Cache-Control Headers
CDN listens to HTTP headers from the origin. **Cache-Control** is the main tool for controlling caching behavior.
| Directive | Meaning | When |
|---|---|---|
| max-age | TTL in seconds | Primary approach |
| s-maxage | TTL for CDN (shared cache) | CDN TTL ≠ Browser TTL |
| public | Can be cached on CDN | Shared content |
| private | Browser cache only | User-specific data |
| no-store | Do not cache at all | Sensitive data |
| immutable | Content will not change | Versioned static assets |
| stale-while-revalidate | Serve stale, update async | Balance speed/freshness |
**Set-Cookie** in a response = CDN won't cache it! When cookies and caching are both required - use separate endpoints or the Vary header.

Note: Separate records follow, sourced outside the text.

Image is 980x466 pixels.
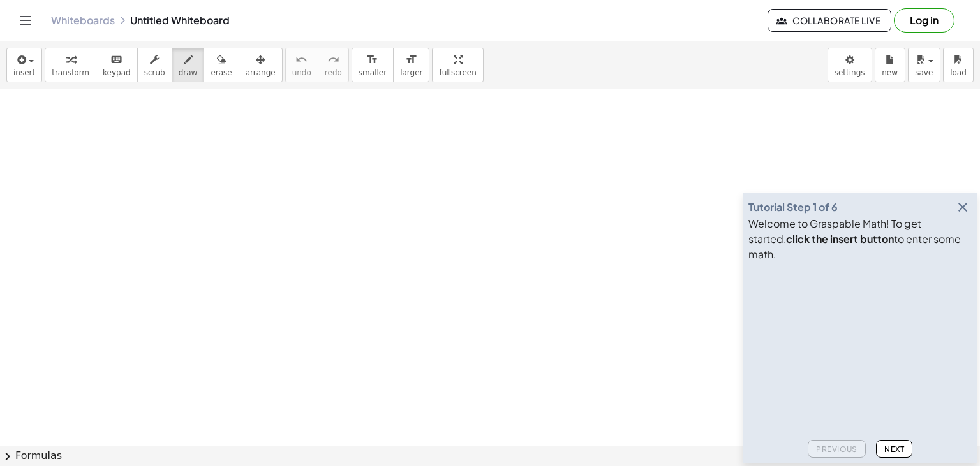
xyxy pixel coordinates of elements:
i: undo [295,52,308,68]
button: scrub [137,48,172,82]
button: settings [828,48,872,82]
span: Collaborate Live [778,15,881,26]
button: insert [6,48,42,82]
span: keypad [103,68,130,77]
i: format_size [405,52,417,68]
span: larger [400,68,422,77]
button: Next [876,440,912,458]
a: Whiteboards [51,14,115,26]
button: Collaborate Live [767,9,891,32]
span: draw [178,68,198,77]
button: arrange [238,48,282,82]
b: click the insert button [786,232,893,245]
i: keyboard [110,52,123,68]
span: insert [14,68,35,77]
span: arrange [245,68,276,77]
button: new [875,48,905,82]
button: load [943,48,974,82]
span: new [882,68,897,77]
button: transform [45,48,96,82]
button: undoundo [285,48,318,82]
span: undo [292,68,311,77]
span: smaller [359,68,386,77]
i: redo [328,52,339,68]
span: erase [211,68,231,77]
span: fullscreen [439,68,476,77]
span: Next [884,444,904,454]
button: format_sizelarger [393,48,430,82]
button: keyboardkeypad [96,48,138,82]
button: Log in [893,8,954,32]
button: fullscreen [432,48,483,82]
i: format_size [366,52,379,68]
span: redo [325,68,342,77]
span: load [950,68,966,77]
span: save [915,68,933,77]
div: Welcome to Graspable Math! To get started, to enter some math. [748,216,972,262]
button: erase [203,48,238,82]
button: format_sizesmaller [351,48,393,82]
button: Toggle navigation [16,10,36,30]
button: redoredo [318,48,349,82]
span: scrub [144,68,165,77]
span: settings [835,68,865,77]
button: save [908,48,941,82]
span: transform [52,68,89,77]
div: Tutorial Step 1 of 6 [748,199,838,215]
button: draw [172,48,205,82]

What is the difference between max-age and s-maxage?
CDN Invalidation
Updating content across 300+ edge servers around the world requires choosing from several strategies.
Content Hash (Best Practice)
Cache Purge API
Versioned URLs
**Best Practice for static assets**: Content hash (app.abc123.js) + max-age=1year + immutable. A purge is never needed - the file name simply changes.
| Method | Speed | Complexity | Use case |
|---|---|---|---|
| Content Hash | Instant | Medium | JS/CSS (build tools) |
| Purge API | Seconds-minutes | Simple | Images, infrequent updates |
| Versioned URL | Instant | Simple | When no build system |
Why is content hash (app.abc123.js) better than a query string (app.js?v=123)?
Key Takeaways
- **CDN** reduces latency through geographic proximity
- **Pull CDN** - lazy caching, suitable for most cases
- **Cache-Control** - the main tool for cache management
- **s-maxage** allows CDN to cache longer than the browser
- **Content hash** in the URL - best practice for static assets
- **Purge API** for emergency invalidation
Related Topics
CDN is part of the content delivery infrastructure
- Caching — CDN = edge cache, one of the caching levels
- Load Balancer — CDN includes geo-load balancing
- Message Queue — Async content updates on CDN
Вопросы для размышления
- CDN efficiently caches static content but is a poor fit for personalized responses. What architectural patterns allow serving millions of unique users with CDN still in the delivery chain?
- Invalidating CDN by URL poses a problem: old clients keep requesting stale URLs. How is this solved in production - cache-busting, versioned URLs, or Surrogate-Key tags?
- CDN adds an intermediate node to the delivery path. In which scenarios does CDN increase latency rather than reduce it - and how is this diagnosed?